Monday, 16 July 2018: 18:15
Location: 501 (MTCC SOUTH BUILDING)
Oral Presentation
Patricia LOUIE, University of Toronto, Canada
Recent research on skin tone and health have found that African Americans with darker skin have worse physical and mental health than African Americans with lighter skin. Does skin tone have the same impact on the health of African American adolescents? If skin tone is an embodied social status, with darker skinned African American adults experiencing greater inequality relative to lighter skinned African American adults, then we should observe similar patterns of health in adolescent populations. Using data from the National Survey of American Life: Adolescent Supplement, this paper investigates whether the impact of skin tone on health for African American adolescents mirror the results previously observed in adult populations.
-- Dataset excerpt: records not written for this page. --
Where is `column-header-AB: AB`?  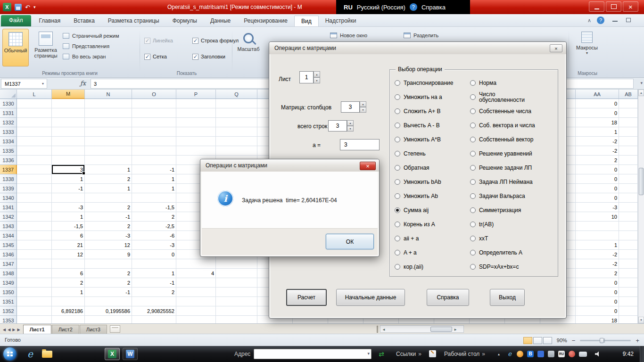
column-header-AB: AB is located at coordinates (628, 94).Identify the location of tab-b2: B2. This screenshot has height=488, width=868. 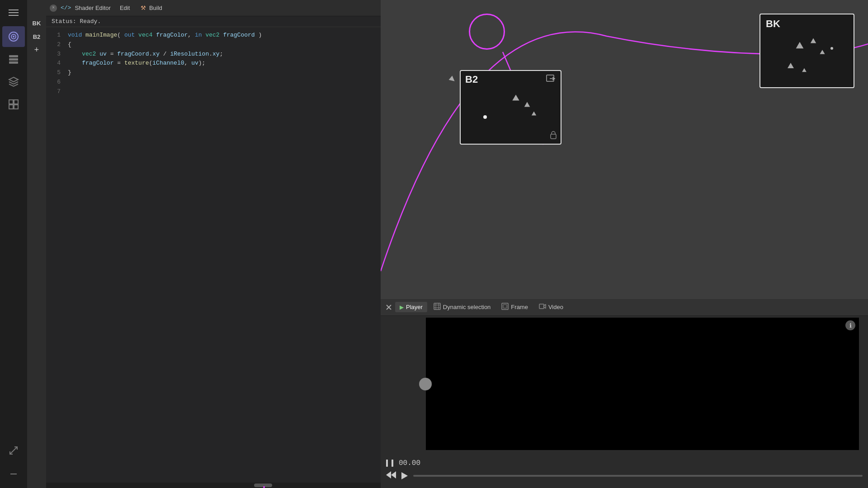
(37, 37).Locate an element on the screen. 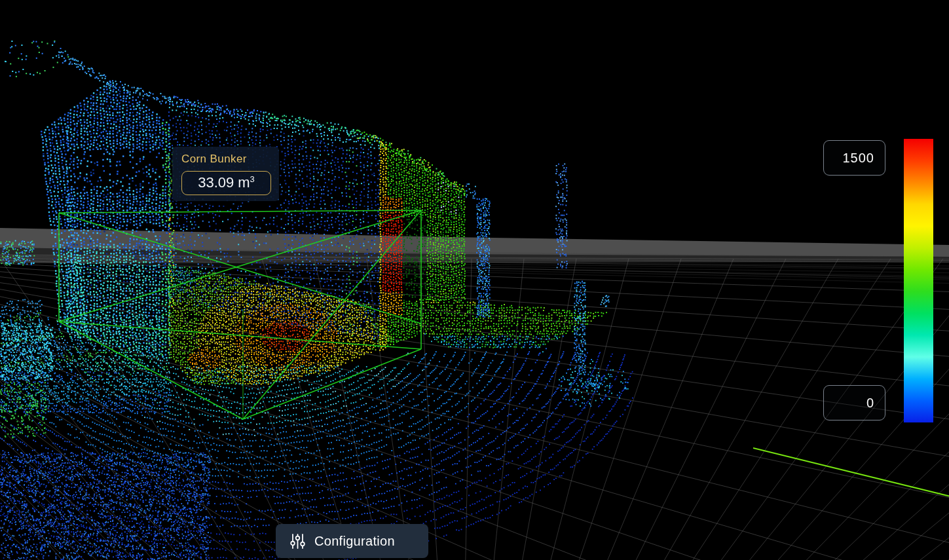 This screenshot has height=560, width=949. color-scale-bar is located at coordinates (918, 280).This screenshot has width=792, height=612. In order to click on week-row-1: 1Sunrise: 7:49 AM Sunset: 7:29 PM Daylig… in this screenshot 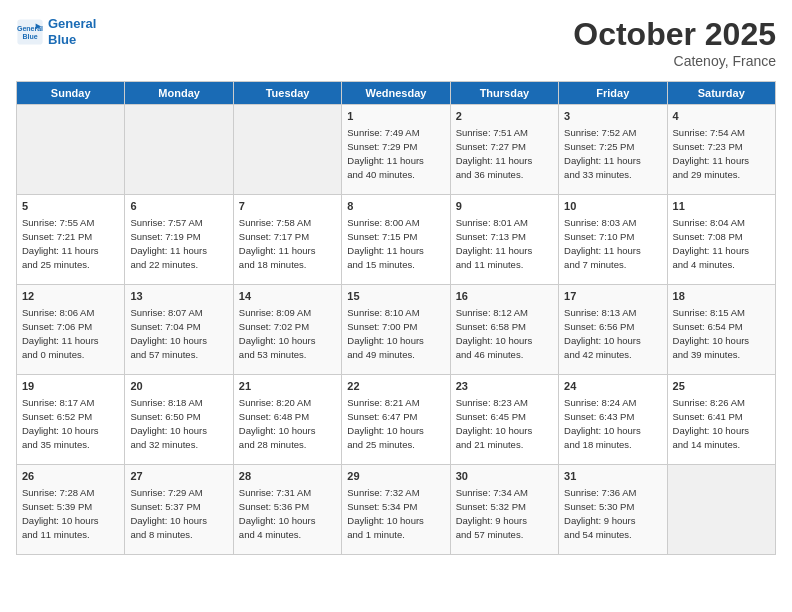, I will do `click(396, 150)`. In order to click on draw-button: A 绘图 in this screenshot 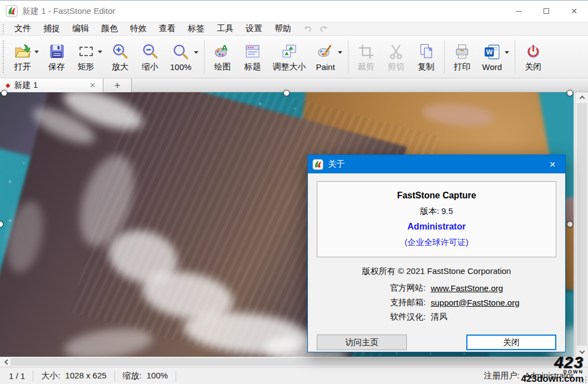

Findings indicate that skin tone is not significantly related to CESD depression, self-rated health, and self-rated mental health, a challenge to the skin tone patterning of health in the NSAL adult sample. These results are cautiously interpreted as suggesting that exposure time matters and that the impact of discrimination accumulates throughout the life course, perhaps gaining salience at different points in the life course. Results are discussed in terms of the life course patterning of health that are tied to larger cumulative disadvantages.